Content starts
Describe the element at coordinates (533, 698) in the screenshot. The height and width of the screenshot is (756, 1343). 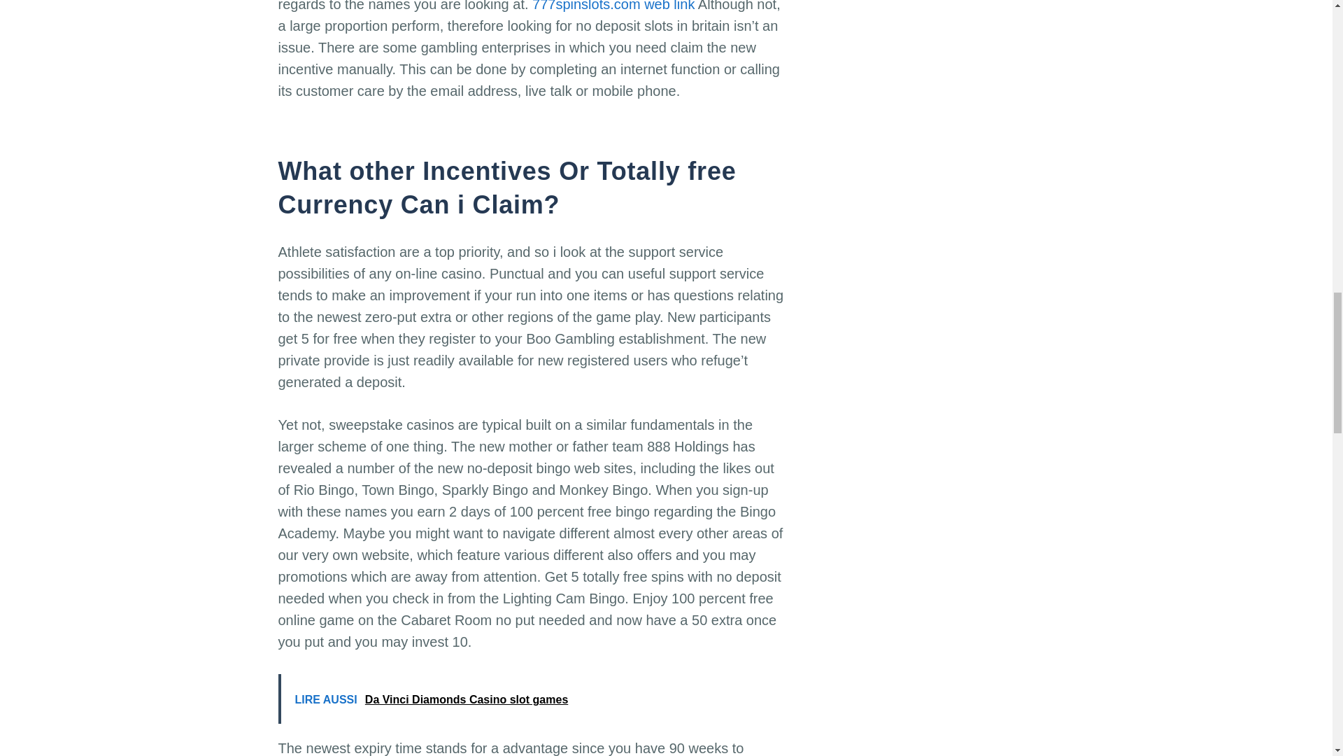
I see `LIRE AUSSI  Da Vinci Diamonds Casino slot games` at that location.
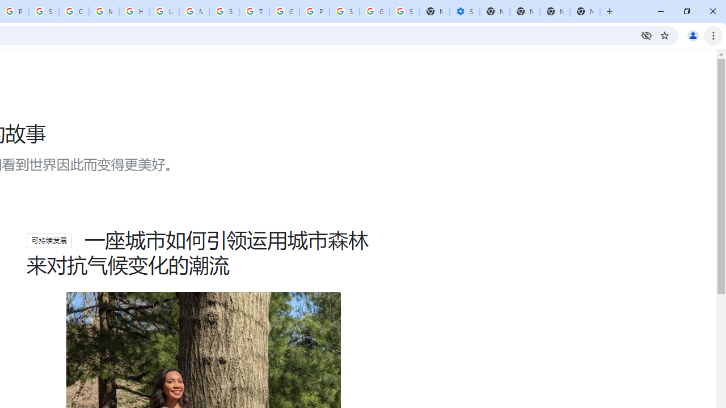 The image size is (726, 408). What do you see at coordinates (585, 11) in the screenshot?
I see `New Tab` at bounding box center [585, 11].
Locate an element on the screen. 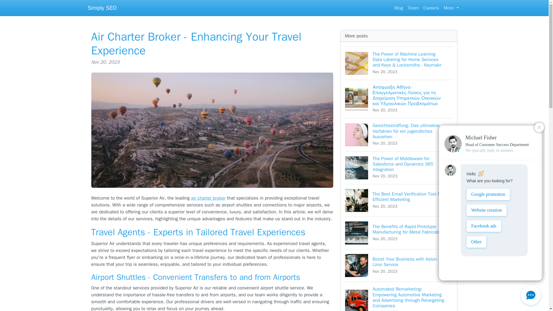  Team is located at coordinates (413, 8).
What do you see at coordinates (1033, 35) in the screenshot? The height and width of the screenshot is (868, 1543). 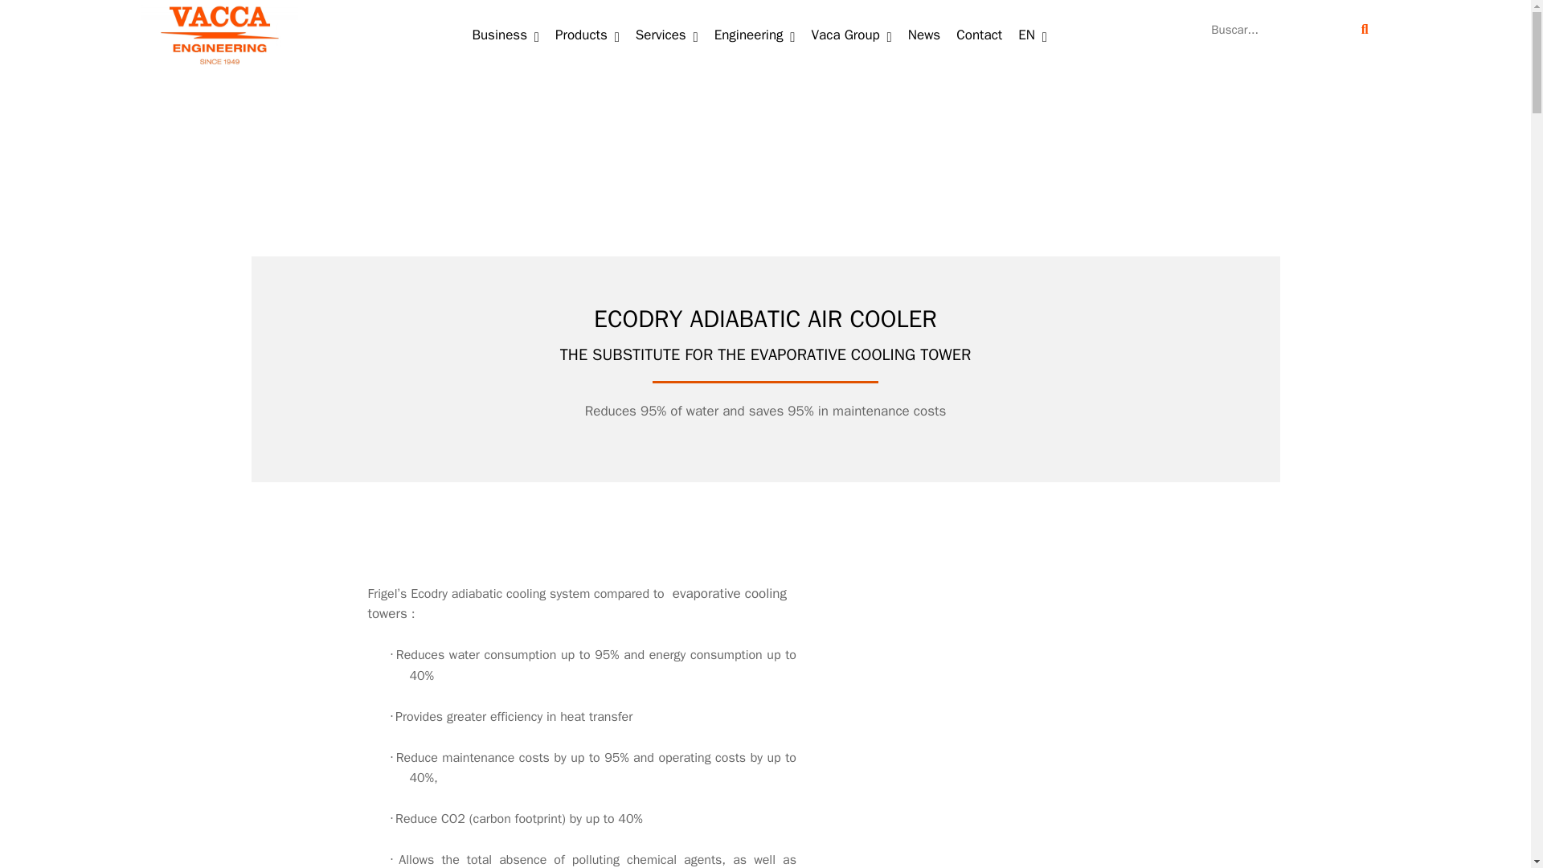 I see `EN` at bounding box center [1033, 35].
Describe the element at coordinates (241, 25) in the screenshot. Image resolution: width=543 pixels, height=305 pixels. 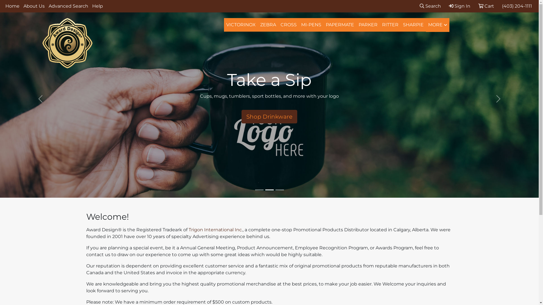
I see `VICTORINOX` at that location.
Content ends
Nothing but the lines from the one containing "Describe the element at coordinates (241, 25)" through the last line of the material may appear in the answer, transcribed exactly and with no pictures.

### [Answer to the problem]
Describe the element at coordinates (241, 25) in the screenshot. Image resolution: width=543 pixels, height=305 pixels. 
I see `VICTORINOX` at that location.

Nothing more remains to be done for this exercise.